Lead is a metal that exists in four isotopic forms. Chemically, its low melting point and ability to form stable compounds have made it useful in the manufacture of hundreds of products. Clinically, it is purely a toxicant; no organism has an essential function that is lead-dependent. Nevertheless, its commercial attractiveness has resulted in the processing of millions of tons of lead ore, leading to widespread dissemination of lead in the human environment.
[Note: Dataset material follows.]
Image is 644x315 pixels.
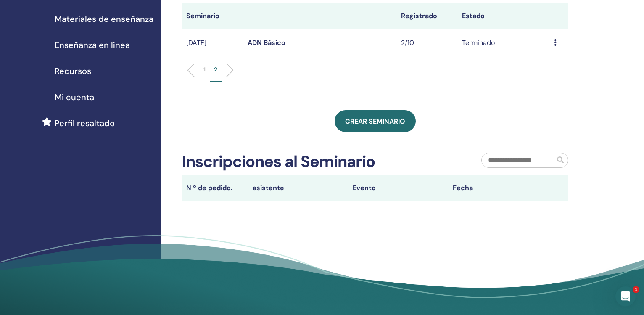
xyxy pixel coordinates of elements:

The threshold level at which lead causes biochemical, subclinical, or clinical disturbance has been redefined many times during the past 50 yr. The blood lead level (BLL) is the gold standard for determining health effects. The U.S. Centers for Disease Control and Prevention (CDC), the American Academy of Pediatrics (AAP), and numerous other national and international organizations (e.g., Global Lead Network—Alliance to End Childhood Lead Poisoning, and The National Referral Centre for Lead Poisoning in India) consider a BLL of 10 µg/dL or greater as a level of concern for public health purposes. However, lead toxicity occurs below this threshold, and no safe level has been identified. Current recommendations by the CDC address this gap.

Public Health History

Between 1976 and 1980, more than 85% of preschool children in the USA had BLLs of 10 µg/dL or higher; 98% of African-American preschoolers fulfilled this criterion. Over the next 25 yr, government regulations resulted in the significant reduction of three main contributors to lead exposure by means of (1) the elimination of the use of tetraethyl leaded gasoline, (2) the banning of lead-containing solder to seal food- and beverage-containing cans, and (3) the application of a federal rule that limited the amount of lead allowed in paint intended for household use to less than 0.06% by weight. Surveillance by the CDC has shown that the prevalence of elevated BLLs (10 µg/dL) has declined markedly, and by 2004 it was below 1.5% in all preschoolers. However, an additional 6% had a level between 5 and 10 µg/dL, and 23.6% had levels between 2.5 and 5 µg/dL. In sum, nearly a third of U.S. preschool children continued to have measurable BLLs as measured by currently available clinical laboratory methodologies. Thus, nearly 6 million children continue to have evidence of lead exposure and nearly 300,000 have values that reach the CDC level of concern. Fortunately, children with levels high enough to be life-threatening are only rarely seen, although deaths continue to occur. Factors that indicate increased risk of lead poisoning, in addition to preschool age, include low socioeconomic status; living in older housing, built primarily before 1960; urban location; and African-American race. Another high-risk group that has been identified consists of recent immigrants from less wealthy countries, including adoptees.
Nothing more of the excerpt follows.